Proofreading a manuscript or a corporate report is about more than just correcting spelling mistakes. Once the content is laid out, new problems appear: a single line isolated at the top of a page, a word awkwardly hyphenated at the end of a line, margins shifting from one page to another. These defects, invisible in a simple word processor, jump out once the document is printed or exported to PDF. This is precisely where Proofcheck comes in, a web application that automates the proofreading of already formatted content. Designed for publishing and layout professionals, it relies on machine learning and natural language processing to directly analyze PDF and ePub files. In just a few seconds, a 300-page novel or a 400-page corporate report is thoroughly scanned for both typographical errors and aesthetic flaws. This article details how the tool works, its main features, its concrete use cases, and the benefits it brings to editorial teams.
What is Proofcheck?
Proofcheck is a multilingual web proofreading application that combines machine learning and natural language processing.
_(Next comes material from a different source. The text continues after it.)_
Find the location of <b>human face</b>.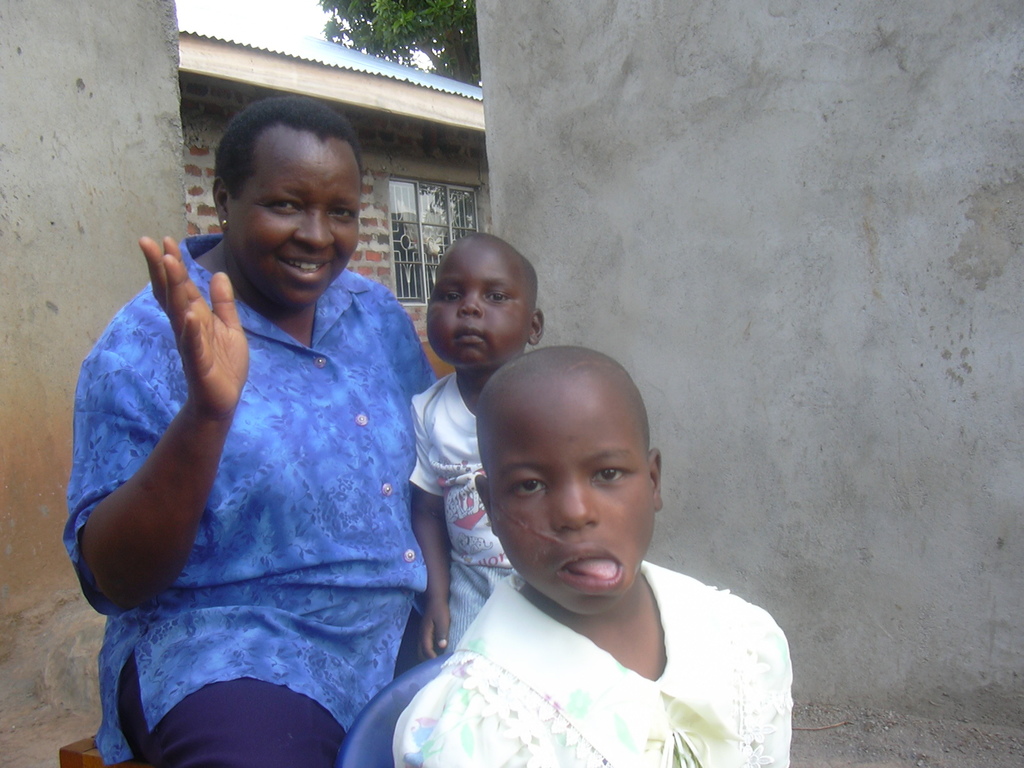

Its unique feature lies in the type of files it analyzes: rather than being limited to plain text, it opens formats that have so far been poorly supported by traditional proofreaders, such as PDFs and ePubs. This makes it a suitable solution for highly visual content: books, magazines, reports, and presentations. The tool does not just look for spelling mistakes: it also evaluates layout quality, spotting typographical anomalies that usually only an experienced eye would detect. Its engine processes large documents in seconds and works in dozens of languages, making it ideal for professional content producers and editorial departments that need to guarantee a flawless result.
Main Features
Proofcheck covers two main categories of checks. On the typography side, it detects spelling mistakes, including terms specific to the document, as well as duplicated words and punctuation marks. It also checks word hyphenation at the end of lines and flags those that violate common style rules. On the layout side, the tool automatically spots widows and orphans—isolated lines at the top or bottom of a page—as well as stacks and ladders, those stacks of words or hyphens that hinder readability. It also identifies inconsistent margins and padding from one page to another. In addition to these checks, it verifies all links and hyperlinks in the document and inspects images based on size, scale, and resolution criteria. The entire process works in dozens of languages, and layout anomalies are annotated directly on the relevant pages. The tool currently supports book proofs in PDF format, with an ePub tool announced and support for the Word .docx format in preparation.
Use Cases
The first use case concerns book publishing. Before printing, a publisher or author can submit the PDF proof of their work to detect residual typos and layout defects in a single pass, whereas manual page-by-page proofreading would take hours. Corporate editorial departments use it to validate annual reports, white papers, or presentations intended for distribution, ensuring that the layout remains clean across hundreds of pages. Magazine designers find it a safety net for spotting problematic widows, orphans, and hyphenations before signing off on the final print. Finally, organizations working in multiple languages appreciate the multilingual detection, which avoids juggling several proofreaders. In all these scenarios, the goal is the same: to replace tedious visual proofreading with a fast, automated check.
Advantages
The main benefit of Proofcheck is time savings: a document of several hundred pages is analyzed in seconds, compared to hours of manual proofreading. Next comes reliability: the tool does not get tired and systematically spots anomalies that the human eye misses after several hours of work, especially subtle layout defects. By processing PDFs and ePubs directly, it integrates into the actual production workflow of publishers, without any conversion step that would alter the layout. Multilingual support extends its utility to international teams. Finally, by combining spelling and typographical checks, it avoids the need for multiple tools and centralizes the final verification of content before publication, reducing the risk of costly errors once the work is printed or distributed.
Pricing
Proofcheck is currently offered in beta access and does not yet publish a detailed pricing grid with tiered rates. The company, which has raised a pre-seed funding round, focuses its offering on book proof verification in PDF format, with additional features currently being rolled out. To find out about access conditions, potential usage limits, and upcoming terms, the safest option is to consult the official website directly or contact the team. This situation is consistent with the product’s stage of development: pricing is likely to evolve as new formats like ePub and .docx are officially launched.
Conclusion
Proofcheck addresses a concrete need that is poorly covered by traditional proofreaders: validating the quality of content once it has been laid out. By directly analyzing PDFs and ePubs, spotting both errors and widows, orphans, and hyphenations, and processing large documents in seconds, it saves valuable time for publishers, designers, and editorial departments. Its early stage, with a beta that has no public pricing and some features still being launched, suggests testing it before integrating it permanently. For publishing professionals demanding a flawless final output, this is a tool to watch closely.